I have a sister who is street smart. I’d say she’s also people smart. She can read a situation and read people better than others can read a book. She builds strong friendships with people who will do anything for her, because they know she’d do the same for them. Lucky things happen to her because she creates her own luck, with no expectations of an outcome. Some people do a kindness expecting praise or accolades, she just wants to do good, and good things happen to her as a result.

Have you ever meet someone that your pet was drawn to? They share a bond with animals that seems effortless. I’m not just talking about someone who goes out of their way to connect with an animal, but rather someone who the animal reaches out to. They seem to communicate with animals nonverbally.

There are many forms of giftedness. Many natural talents that can be fostered and developed. Sometimes it seems connected to a disposition, a positive outlook. Other times it can be intuitive, a knowledge that seems unlearned yet fully acquired. And still other times it can be connected to perspective, and seeing things from points of view that others miss. Some of this can be honed and learned, and some of it just seems to be a natural intelligence.

None of these kind of smarts limit someone from being a good student. But sometimes intuitively or creatively smart people don’t do well in school.
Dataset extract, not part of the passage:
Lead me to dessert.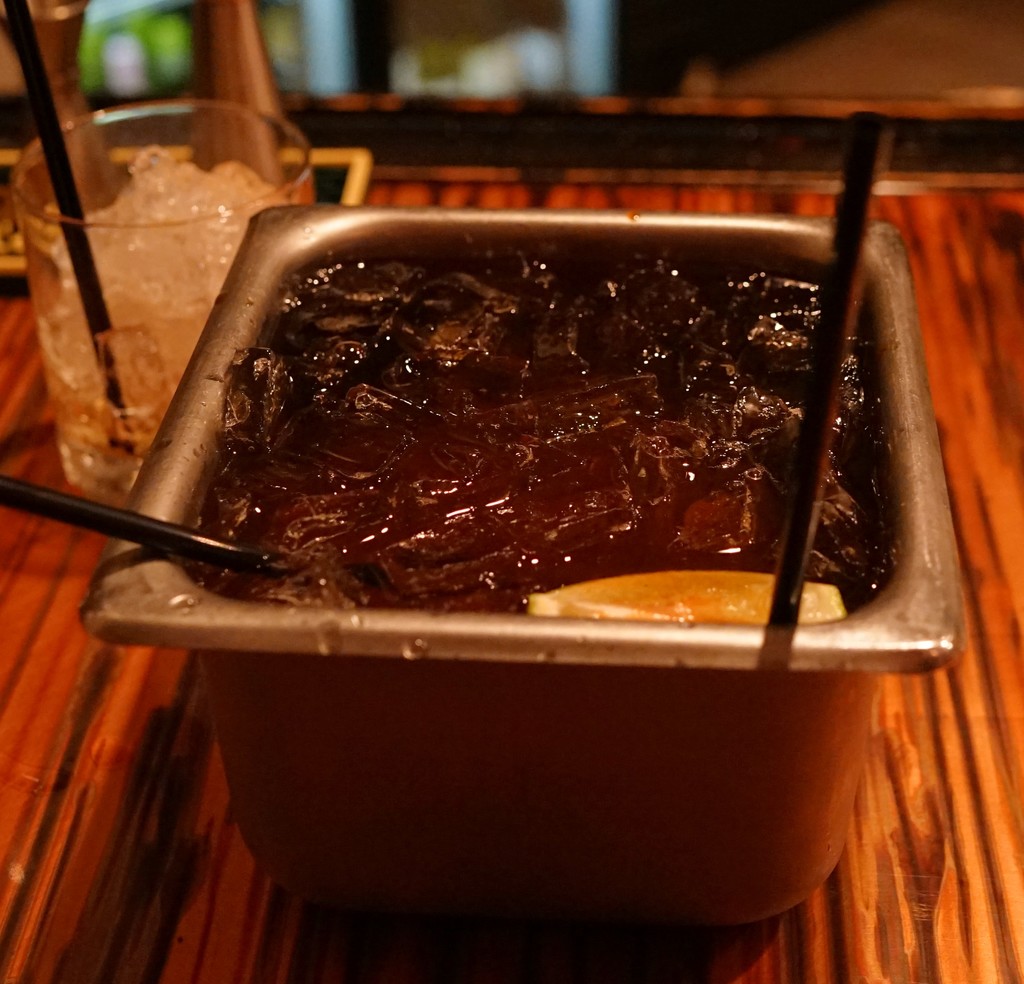
Lead to [x1=179, y1=266, x2=909, y2=611].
We need to recognize peoples gifts independently from their grades. We need to recognize that there are different kinds of smart.

Battling the inner demons

I’m listening to a book now that has two main characters who are both cautiously interested in each other and doubting that the other person is interested in them. It’s a little painful because they should have recognized the other’s attraction by now. So, while as a reader I’m waiting for the inevitable, I do appreciate the author’s perspective on both characters self-doubt… and how they are fighting their inner demons about their own appeal, their own value of what they can offer to the other person.

I wonder how many relationships flounder not because of lack of interest, but rather lack of confidence? How many people don’t initiate intimacy for fear of rejection? It happens in books all the time. Is that indicative of what really happens, or is it more likely that the attraction is one-way? Is it more if an external imbalance of interest in one another or more internal conflict holding back advances?
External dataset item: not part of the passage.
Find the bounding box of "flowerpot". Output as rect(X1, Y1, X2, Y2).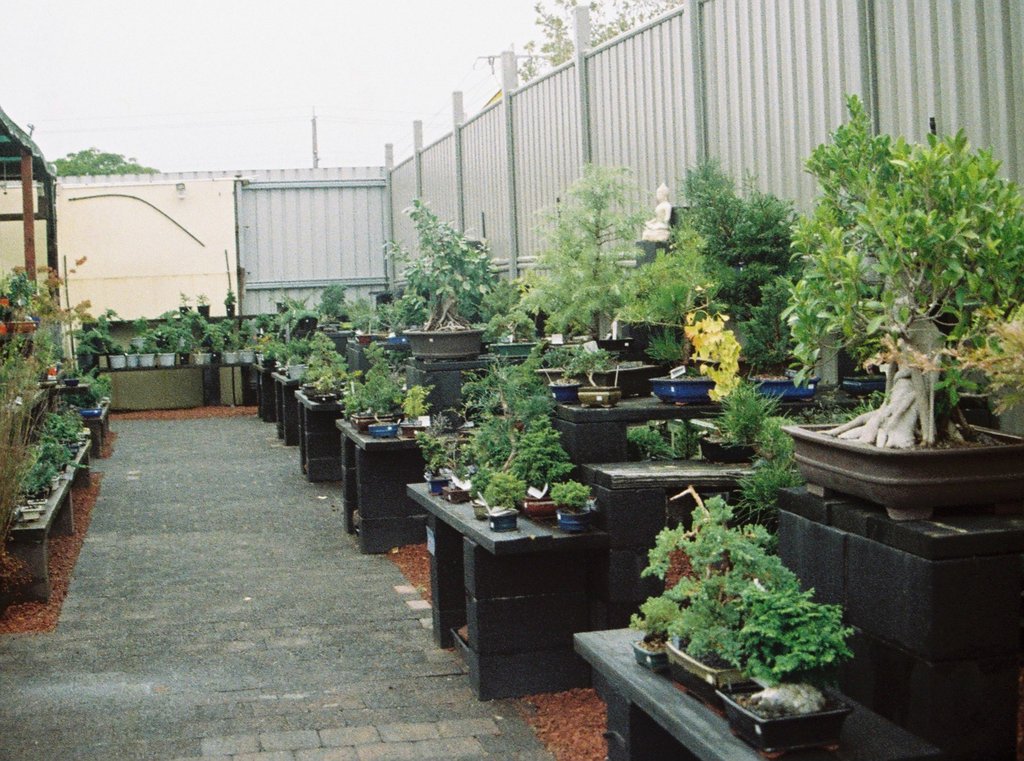
rect(524, 496, 555, 523).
How often do people succumb to their inner demons and not move forward? Not just in relationships, in their studies, in their jobs, in sports, and even in hobbies?

“I’m not good enough for that team, why even try out?” (Or worse yet, “Why practice more, it won’t make a difference.”

“They won’t want to hire me.”

“They don’t see my value, I’ll get rejected if I ask for a raise.”

“My photos aren’t good enough to submit in the contest.”

How often do our inner demons prevent us from trying?